Abstract

In this paper we propose a model based approach for multi-resolution fusion of satellite images. Given the high spatial resolution panchromatic (Pan) image and a low spatial and high spectral resolution multi-spectral (MS) image of the same geographical area, the problem is to generate a high spatial and high spectral resolution multi-spectral image. This is clearly an ill-posed problem and hence we need a proper regularization. We model each of the low spatial resolution MS images as the aliased and noisy versions of their corresponding high spatial resolution i.e., fused (to be estimated) MS images. The decimation (aliasing) matrix for each of the MS images is automatically estimated from the data.
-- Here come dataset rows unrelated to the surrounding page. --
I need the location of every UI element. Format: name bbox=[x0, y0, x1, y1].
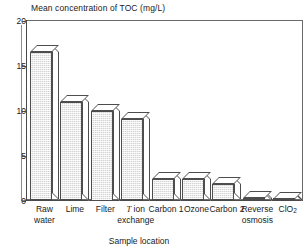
bar-front-face bbox=[273, 198, 295, 200]
bar bbox=[212, 184, 234, 200]
bar bbox=[121, 119, 143, 201]
bar-front-face bbox=[121, 119, 143, 201]
bar-side-face bbox=[82, 95, 89, 201]
chart-container: Mean concentration of TOC (mg/L) 2015105… bbox=[0, 0, 308, 250]
bar-front-face bbox=[182, 179, 204, 201]
bar-side-face bbox=[113, 104, 120, 201]
x-axis-tick-label: ClO2 bbox=[262, 204, 308, 217]
bar-front-face bbox=[152, 179, 174, 201]
bar-front-face bbox=[30, 52, 52, 200]
bar bbox=[273, 199, 295, 201]
bar bbox=[91, 111, 113, 201]
bar bbox=[30, 52, 52, 200]
bar bbox=[182, 179, 204, 201]
bar-front-face bbox=[212, 184, 234, 200]
bar-front-face bbox=[60, 102, 82, 201]
bar bbox=[60, 102, 82, 201]
bar-front-face bbox=[91, 111, 113, 201]
bar-front-face bbox=[243, 198, 265, 201]
bar-side-face bbox=[143, 112, 150, 201]
bar-side-face bbox=[52, 45, 59, 200]
bar bbox=[243, 198, 265, 201]
bar bbox=[152, 179, 174, 201]
x-axis-title: Sample location bbox=[0, 236, 308, 246]
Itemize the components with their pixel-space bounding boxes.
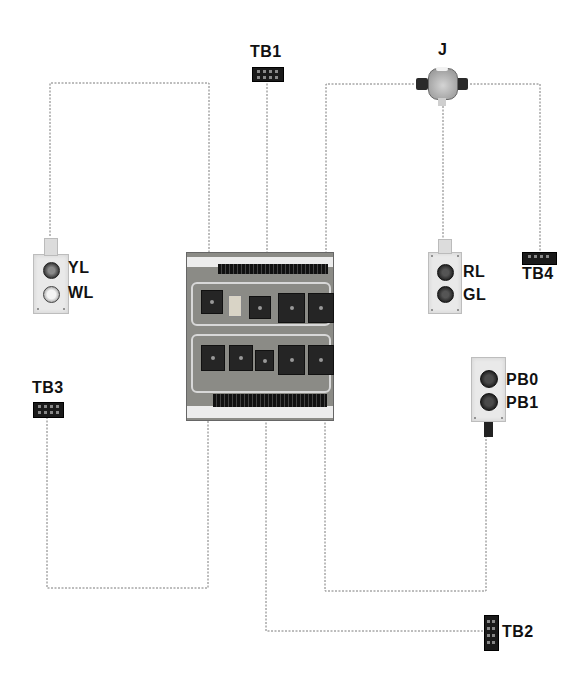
relay-bottom-3[interactable] [255, 350, 274, 371]
relay-bottom-5[interactable] [308, 345, 334, 375]
green-lamp[interactable] [437, 286, 454, 303]
lamp-box-right-neck [438, 239, 452, 254]
lamp-box-left-neck [44, 238, 58, 256]
relay-bottom-2[interactable] [229, 345, 253, 371]
wire-tb3-to-panel [47, 417, 208, 588]
wire-junction-to-tb4 [470, 84, 540, 252]
pushbutton-box[interactable] [471, 357, 506, 422]
pb1-label: PB1 [506, 395, 539, 411]
tb1-terminal-block[interactable] [252, 67, 284, 82]
relay-bottom-4[interactable] [278, 345, 305, 375]
pb0-label: PB0 [506, 372, 539, 388]
tb2-terminal-block[interactable] [484, 615, 499, 651]
panel-bottom-label-strip [187, 406, 333, 418]
white-lamp[interactable] [43, 286, 60, 303]
tb3-label: TB3 [32, 380, 64, 396]
wire-panel-to-tb2 [266, 419, 483, 631]
junction-box[interactable] [414, 64, 470, 108]
pb1-button[interactable] [480, 393, 498, 411]
tb1-label: TB1 [250, 44, 282, 60]
wire-panel-to-pushbutton [325, 419, 486, 591]
junction-body [428, 68, 458, 100]
junction-label: J [438, 42, 447, 58]
tb2-label: TB2 [502, 624, 534, 640]
gl-label: GL [463, 287, 486, 303]
relay-top-4[interactable] [278, 293, 305, 323]
tb4-terminal-block[interactable] [522, 252, 557, 265]
wl-label: WL [68, 285, 94, 301]
wire-lampbox-left-to-panel [50, 83, 209, 252]
red-lamp[interactable] [437, 264, 454, 281]
relay-panel[interactable] [186, 252, 334, 421]
relay-top-2[interactable] [228, 295, 242, 317]
pushbutton-cable-gland [484, 422, 493, 437]
relay-bottom-1[interactable] [201, 345, 225, 371]
wire-junction-to-panel [326, 84, 414, 252]
tb4-label: TB4 [522, 266, 554, 282]
lamp-box-left[interactable] [33, 254, 69, 314]
relay-top-3[interactable] [249, 296, 271, 319]
panel-top-terminal-rail[interactable] [218, 264, 328, 274]
junction-left-hub [416, 78, 428, 90]
rl-label: RL [463, 264, 485, 280]
junction-bottom-nipple [438, 98, 446, 106]
yellow-lamp[interactable] [43, 262, 60, 279]
junction-top-cap [436, 67, 448, 71]
tb3-terminal-block[interactable] [33, 402, 64, 418]
lamp-box-right[interactable] [428, 252, 462, 314]
relay-top-5[interactable] [308, 293, 334, 323]
yl-label: YL [68, 260, 89, 276]
panel-bottom-terminal-rail[interactable] [213, 394, 327, 407]
relay-top-1[interactable] [201, 290, 223, 314]
pb0-button[interactable] [480, 370, 498, 388]
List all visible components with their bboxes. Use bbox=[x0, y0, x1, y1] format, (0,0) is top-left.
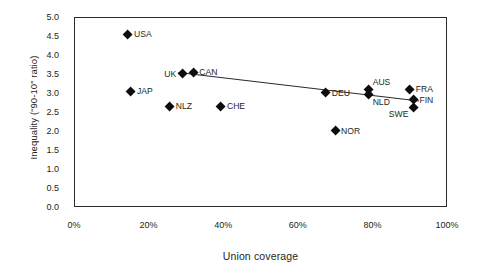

The high spatial resolution MS images to be estimated are then modeled as separate inhomogeneous Gaussian Markov random fields (IGMRF) and a maximum a posteriori (MAP) estimation is used to obtain the fused image for each of the MS bands. The IGMRF parameters are estimated from the available high resolution Pan image and are used in the prior model for regularization purposes. Since the method does not directly operate on the Pan pixel values as most of the other methods do, the spectral distortion is minimum and the spatial properties are better preserved in the fused image as the IGMRF parameters are learnt at every pixel. We demonstrate the effectiveness of our approach over some existing methods by conducting the experiments on synthetic data as well as on real images.